Oh and then we have Sue. She’s running for a special election after Lima’s congressman suddenly died, but she’s losing. Her plan is to find something people hate and when a teacher supports her tirade against the glee club, she lands on a crusade against arts programs in schools. Oh brother, I’m sensing another after school special about the arts in schools in our future. (We agree with you, Ryan Murphy. That’s why we’re watching, try not to beat us over the head with your message.)

What this does mean is the return of Sue’s Corner with promises she’ll abolish arts programs and a crass reference to Angels in America. Of course this riles Will, who’s already on edge because Emma still won’t sleep with him (maybe he should lay off the references to his lower appendage and its tendency to “wake up” in the morning). He feels the need to “glitter bomb” Sue with a flip cam and while Emma is turned on, I’m having trouble seeing how this will help his cause. And I’m right, because it actually helps Sue gain traction in her campaign.
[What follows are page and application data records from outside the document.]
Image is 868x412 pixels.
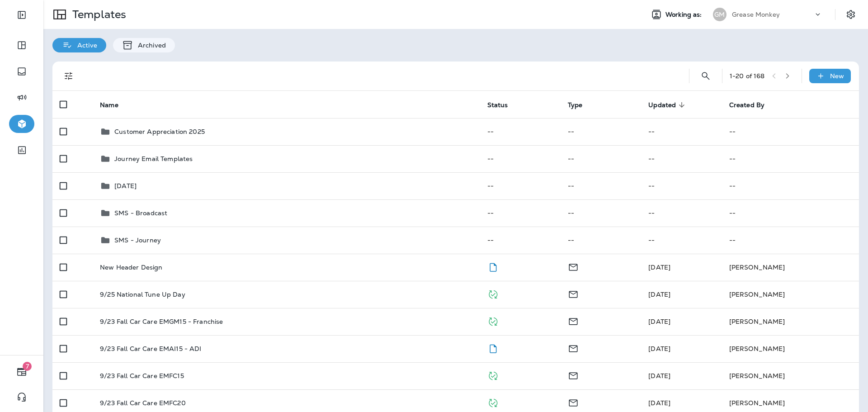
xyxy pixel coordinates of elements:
[100,345,201,353] p: 9/23 Fall Car Care EMAI15 - ADI
[843,6,859,22] button: Settings
[722,363,859,390] td: [PERSON_NAME]
[480,173,561,200] td: --
[488,262,499,271] span: Draft
[722,227,859,254] td: --
[134,42,166,49] p: Archived
[648,345,671,353] span: Brian Clark
[114,182,137,190] p: [DATE]
[488,102,508,109] span: Status
[641,145,722,173] td: --
[568,317,579,325] span: Email
[568,262,579,271] span: Email
[648,372,671,381] span: Brian Clark
[488,399,499,407] span: Published
[100,101,130,109] span: Name
[648,263,671,271] span: Brian Clark
[568,371,579,379] span: Email
[568,344,579,352] span: Email
[561,200,641,227] td: --
[568,399,579,407] span: Email
[60,67,78,85] button: Filters
[480,200,561,227] td: --
[561,145,641,173] td: --
[114,209,167,217] p: SMS - Broadcast
[488,371,499,379] span: Published
[722,118,859,145] td: --
[488,317,499,325] span: Published
[9,363,34,381] button: 7
[568,102,583,109] span: Type
[561,118,641,145] td: --
[100,400,186,407] p: 9/23 Fall Car Care EMFC20
[641,200,722,227] td: --
[666,11,704,19] span: Working as:
[100,264,162,271] p: New Header Design
[722,173,859,200] td: --
[488,101,520,109] span: Status
[114,156,193,162] p: Journey Email Templates
[114,237,161,244] p: SMS - Journey
[722,254,859,281] td: [PERSON_NAME]
[722,308,859,336] td: [PERSON_NAME]
[9,6,34,24] button: Expand Sidebar
[561,173,641,200] td: --
[722,200,859,227] td: --
[648,102,676,109] span: Updated
[830,73,844,80] p: New
[100,102,119,109] span: Name
[114,128,205,135] p: Customer Appreciation 2025
[722,336,859,363] td: [PERSON_NAME]
[480,227,561,254] td: --
[488,344,499,352] span: Draft
[732,11,780,18] p: Grease Monkey
[69,7,126,21] p: Templates
[722,281,859,308] td: [PERSON_NAME]
[722,145,859,173] td: --
[22,362,31,371] span: 7
[100,319,223,325] p: 9/23 Fall Car Care EMGM15 - Franchise
[697,67,715,85] button: Search Templates
[480,145,561,173] td: --
[648,101,688,109] span: Updated
[648,318,671,326] span: Katie Stribley
[480,118,561,145] td: --
[488,289,499,298] span: Published
[100,372,184,380] p: 9/23 Fall Car Care EMFC15
[729,101,776,109] span: Created By
[713,7,727,21] div: GM
[641,173,722,200] td: --
[561,227,641,254] td: --
[568,101,595,109] span: Type
[648,399,671,408] span: Brian Clark
[730,73,765,80] div: 1 - 20 of 168
[641,227,722,254] td: --
[641,118,722,145] td: --
[729,102,765,109] span: Created By
[568,289,579,298] span: Email
[72,42,97,49] p: Active
[100,291,185,298] p: 9/25 National Tune Up Day
[648,291,671,299] span: Brian Clark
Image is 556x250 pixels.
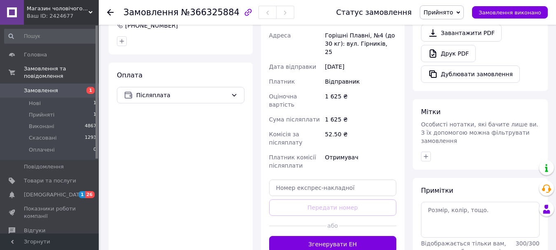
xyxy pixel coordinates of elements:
[421,65,520,83] button: Дублювати замовлення
[107,8,114,16] div: Повернутися назад
[24,163,64,171] span: Повідомлення
[24,65,99,80] span: Замовлення та повідомлення
[472,6,548,19] button: Замовлення виконано
[269,180,397,196] input: Номер експрес-накладної
[421,45,476,62] a: Друк PDF
[421,24,502,42] a: Завантажити PDF
[479,9,542,16] span: Замовлення виконано
[324,74,398,89] div: Відправник
[324,127,398,150] div: 52.50 ₴
[24,87,58,94] span: Замовлення
[29,134,57,142] span: Скасовані
[86,87,95,94] span: 1
[93,146,96,154] span: 0
[421,187,453,194] span: Примітки
[29,146,55,154] span: Оплачені
[29,123,54,130] span: Виконані
[117,71,143,79] span: Оплата
[24,177,76,185] span: Товари та послуги
[324,89,398,112] div: 1 625 ₴
[124,21,179,30] div: [PHONE_NUMBER]
[424,9,453,16] span: Прийнято
[324,150,398,173] div: Отримувач
[29,111,54,119] span: Прийняті
[269,116,320,123] span: Сума післяплати
[136,91,228,100] span: Післяплата
[516,240,540,247] span: 300 / 300
[124,7,179,17] span: Замовлення
[421,108,441,116] span: Мітки
[24,191,85,199] span: [DEMOGRAPHIC_DATA]
[27,12,99,20] div: Ваш ID: 2424677
[85,134,96,142] span: 1293
[269,154,316,169] span: Платник комісії післяплати
[324,28,398,59] div: Горішні Плавні, №4 (до 30 кг): вул. Гірників, 25
[181,7,240,17] span: №366325884
[79,191,85,198] span: 1
[4,29,97,44] input: Пошук
[27,5,89,12] span: Магазин чоловічого одягу "BUTIK 77"
[327,222,339,230] span: або
[324,112,398,127] div: 1 625 ₴
[93,111,96,119] span: 1
[24,227,45,234] span: Відгуки
[336,8,412,16] div: Статус замовлення
[269,32,291,39] span: Адреса
[269,131,303,146] span: Комісія за післяплату
[29,100,41,107] span: Нові
[93,100,96,107] span: 1
[24,205,76,220] span: Показники роботи компанії
[85,191,95,198] span: 26
[269,78,295,85] span: Платник
[324,59,398,74] div: [DATE]
[269,93,297,108] span: Оціночна вартість
[421,121,539,144] span: Особисті нотатки, які бачите лише ви. З їх допомогою можна фільтрувати замовлення
[85,123,96,130] span: 4867
[24,51,47,58] span: Головна
[269,63,317,70] span: Дата відправки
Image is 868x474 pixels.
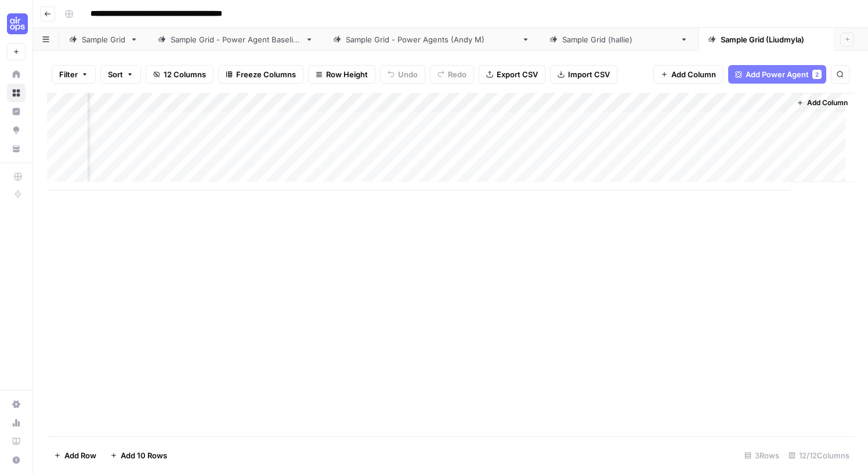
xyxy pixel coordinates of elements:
[145,65,213,84] button: 12 Columns
[449,68,467,80] span: Redo
[793,95,853,110] button: Add Column
[497,68,538,80] span: Export CSV
[430,65,474,84] button: Redo
[698,28,857,51] a: Sample Grid ([PERSON_NAME])
[101,65,141,84] button: Sort
[654,65,724,84] button: Add Column
[568,68,610,80] span: Import CSV
[784,446,854,464] div: 12/12 Columns
[380,65,426,84] button: Undo
[807,97,848,108] span: Add Column
[7,84,25,103] a: Browse
[346,34,518,45] div: Sample Grid - Power Agents ([PERSON_NAME])
[52,65,95,84] button: Filter
[121,449,167,461] span: Add 10 Rows
[550,65,617,84] button: Import CSV
[7,103,25,121] a: Insights
[59,28,148,51] a: Sample Grid
[171,34,301,45] div: Sample Grid - Power Agent Baseline
[721,34,834,45] div: Sample Grid ([PERSON_NAME])
[59,68,78,80] span: Filter
[7,450,25,469] button: Help + Support
[399,68,418,80] span: Undo
[746,68,809,80] span: Add Power Agent
[7,9,25,38] button: Workspace: September Cohort
[326,68,368,80] span: Row Height
[7,121,25,139] a: Opportunities
[148,28,323,51] a: Sample Grid - Power Agent Baseline
[7,65,25,84] a: Home
[7,139,25,158] a: Your Data
[815,70,819,79] span: 2
[82,34,125,45] div: Sample Grid
[813,70,822,79] div: 2
[7,413,25,432] a: Usage
[323,28,540,51] a: Sample Grid - Power Agents ([PERSON_NAME])
[540,28,698,51] a: Sample Grid ([PERSON_NAME])
[47,446,104,464] button: Add Row
[7,14,28,35] img: September Cohort Logo
[740,446,784,464] div: 3 Rows
[64,449,96,461] span: Add Row
[163,68,206,80] span: 12 Columns
[218,65,303,84] button: Freeze Columns
[236,68,296,80] span: Freeze Columns
[563,34,676,45] div: Sample Grid ([PERSON_NAME])
[7,432,25,450] a: Learning Hub
[108,68,123,80] span: Sort
[308,65,376,84] button: Row Height
[728,65,826,84] button: Add Power Agent2
[7,395,25,413] a: Settings
[478,65,546,84] button: Export CSV
[104,446,174,464] button: Add 10 Rows
[672,68,716,80] span: Add Column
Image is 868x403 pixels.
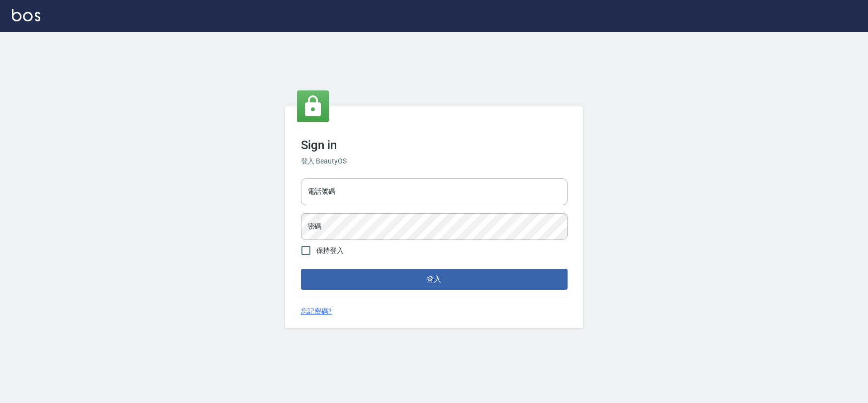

At the same time, because she put that stick back up where the sun don’t shine this year (apparently) she’s on the Glee-specific warpath again, enlisting Becky and Santana as a double agent to help her. I know this is what we asked for, but I can’t help but feel we’re trudging over old territory here. That’s why when Schue finally kicks Santana out for helping set fire to the piano, I breathed a sigh of relief. We may not be walking down the same road all over again.

After Rachel announces her plan for starring in their production of West Side Story (no, Brittany, not the one with the cats) and Kurt announces his bid for Student Council president, Tina, who only ever gets lines that should be fed to a seven year old these days (seriously, give the girl something substantial to say) perpetuates the rejected purple pianos are like the glee kids notion yet again as set up for the club’s final number: “You Can’t Stop The Beat.”

I could do without the dramatic intro from Rachel, but this is just about the perfect episode ender for the beginning of this new season, complete with a reference to the series’ pilot with Quinn watching from the back of the auditorium. Complaints aside, I’m still excited to see what the rest of the season has in store for us.